If you are running a retail pharmacy on Marg ERP and want to move to a cloud platform like Nesayo, the single biggest question is: will my stock data come across cleanly? This guide walks through the end-to-end export and import in under 5 minutes, with the exact column names Marg uses and what to check after import.
Step 1 — Export stock from Marg ERP
- Open Marg ERP on your billing counter PC.
- Go to Reports → Inventory Reports → Current Stock (Batchwise).
- Choose Export to Excel (some Marg versions label this as "Send to Excel").
- Save the file to a pen drive or email it to yourself.
The exported file typically has these column headers, in this order:
Item Name— the medicine nameBatch No— batch / lot numberExpiry— usually in MM/YY format (for example05/27)Qty— current stock quantityMRP— max retail pricePurchase Rate— cost per packHSN— HSN code (usually 3004)GST— GST percentage (5 for medicines)
Step 2 — Import to Nesayo
- Log in at your pharmacy URL on Nesayo.
- Go to Inventory → Import Stock.
- Upload the Excel or CSV file from Step 1.
- Nesayo auto-detects the column mapping. You will see a preview with the first 100 rows.
- Verify that the preview shows:
- Medicine names match the originals (no truncation)
- Expiry dates are converted to YYYY-MM-DD format (this means 05/27 becomes 2027-05-28)
- Quantities and MRPs match what Marg showed
- Click Confirm Import.
For pharmacies with more than 100 unique medicines, Nesayo currently imports 100 rows per upload. This is a safeguard against corrupted spreadsheets; you can run the import multiple times to cover your full stock.
Step 3 — Verify the import
Before you start billing from Nesayo, run these three checks:
- Open the billing page and search for 3 medicines you sell daily. Each should show the batch, expiry, and MRP correctly.
- Go to Dashboard → Money at Risk and confirm that medicines with expiry dates in the next 30 or 60 days are flagged.
- Run the Expiry Guard agent manually. It should produce alerts matching what you already track manually.
If any of these three checks fail, contact support before making any bill in Nesayo, and keep using Marg in parallel until the issue is resolved.
Common issues and fixes
- Expiry dates show as text instead of dates. Your Marg export left the expiry as text. Nesayo parses MM/YY, MMM-YY, DD.MM.YYYY, and ISO formats — but if the format is something unusual like
MAY2027, open the Excel file in Excel, reformat the column asMM/YY, and re-export. - Batch numbers missing. Some Marg exports omit the batch column. Without a batch number, Nesayo assigns
IMPORT-1,IMPORT-2, etc. You can edit these later by clicking each batch on the inventory page. - Medicine names have garbage characters. This is usually an encoding issue. Save the exported file as UTF-8 CSV in Excel (File → Save As → CSV UTF-8). Nesayo will parse it cleanly.
What Nesayo does differently after import
Once your stock is in Nesayo:
- The Morning Briefing agent runs at 8 AM every day and summarises near-expiry batches, low stock, and yesterday's revenue.
- Expiry Guard scans every batch every 6 hours and flags 30-day and 60-day windows for return to distributor.
- Stock Sense tracks sales velocity per medicine and predicts stockouts 7 days in advance.
- Voice billing lets you bill in Hindi or any of 8 regional languages — no typing.
When to stop using Marg
We recommend running both Marg and Nesayo in parallel for one full billing week. Match daily totals at end of day to ensure GST calculations and sales reporting agree. After 7 days of identical results, stop billing in Marg.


### [Work required]
The copy you produce must repeat each record exactly and contain no pictures.

━━━━━━━━

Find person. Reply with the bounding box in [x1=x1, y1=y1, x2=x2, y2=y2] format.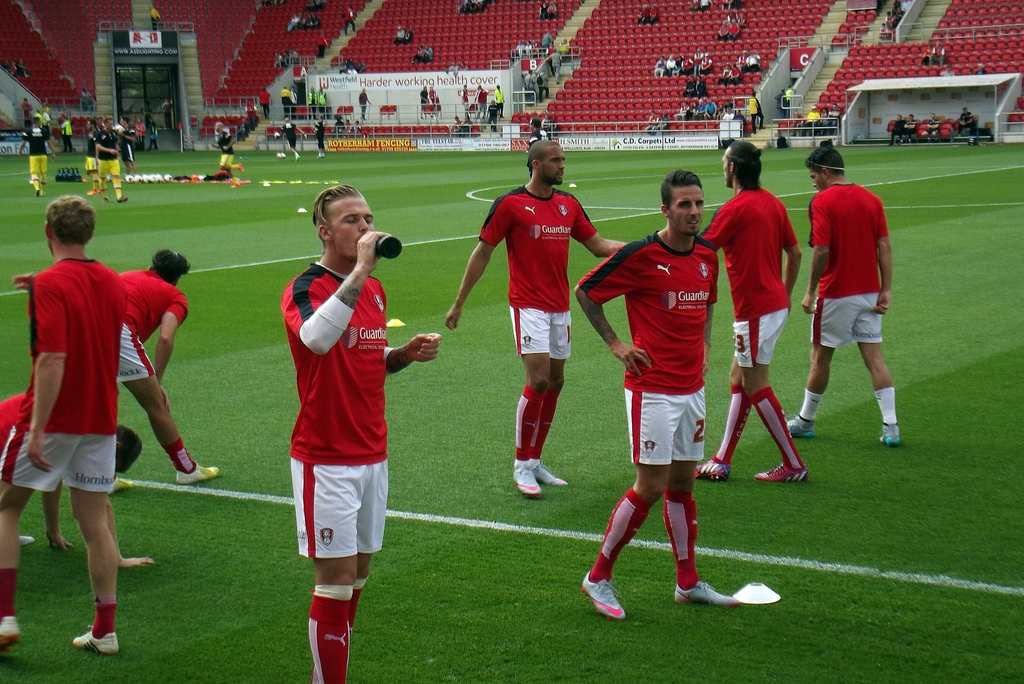
[x1=342, y1=1, x2=356, y2=31].
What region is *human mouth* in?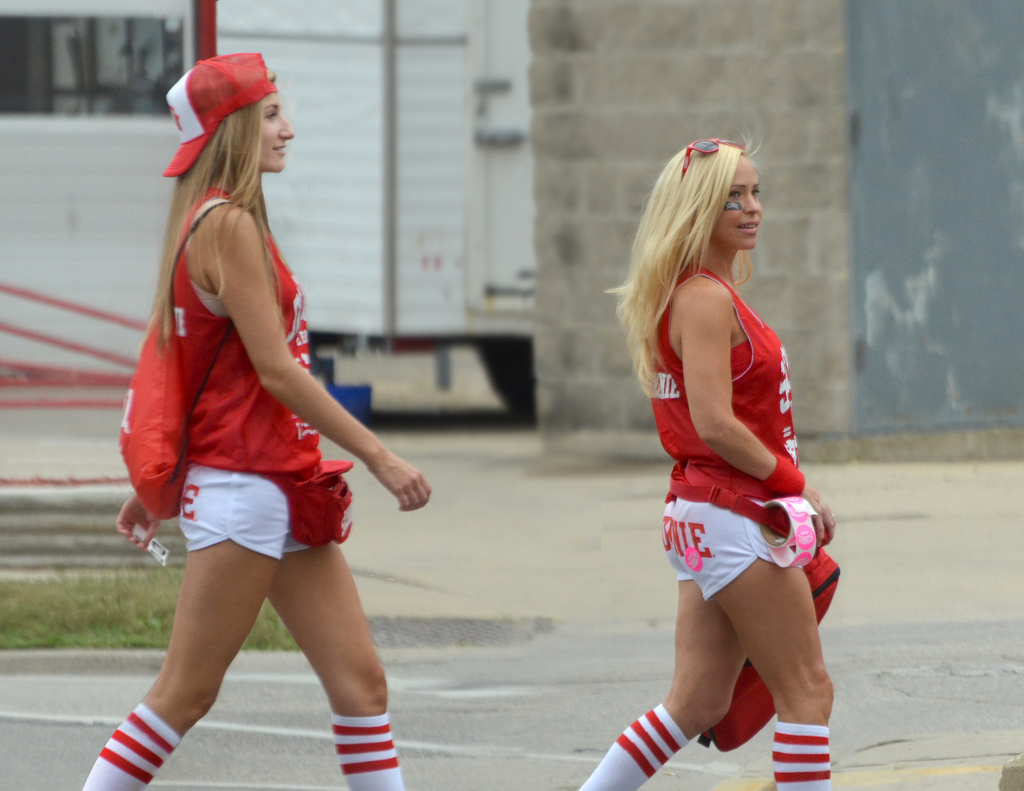
734,218,760,234.
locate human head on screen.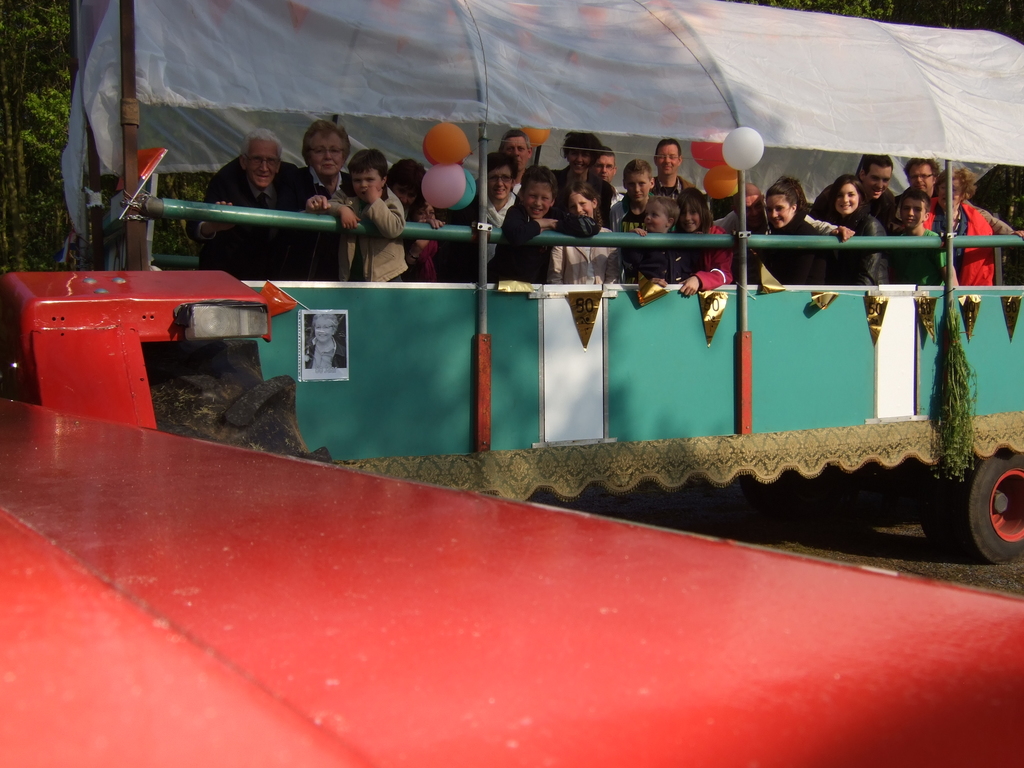
On screen at detection(558, 132, 602, 176).
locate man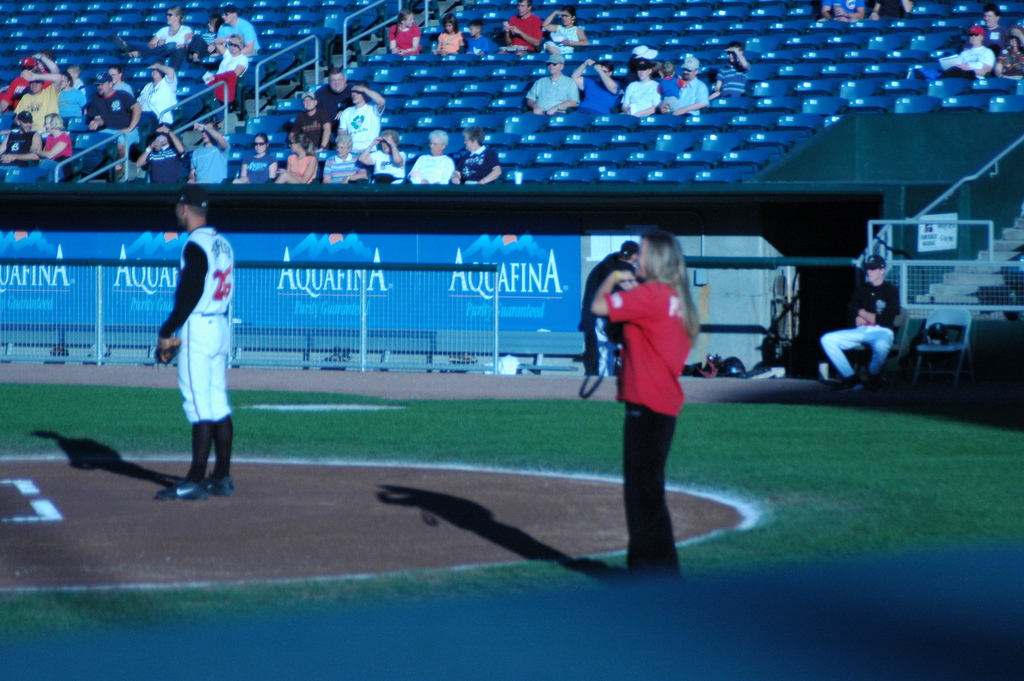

━━━━━━━━

### [Answer to the exercise]
Find person. Reply with the bounding box in [x1=x1, y1=y1, x2=x2, y2=y2] format.
[x1=342, y1=1, x2=356, y2=31].
What region is *human mouth* in?
734,218,760,234.
locate human head on screen.
On screen at detection(558, 132, 602, 176).
locate man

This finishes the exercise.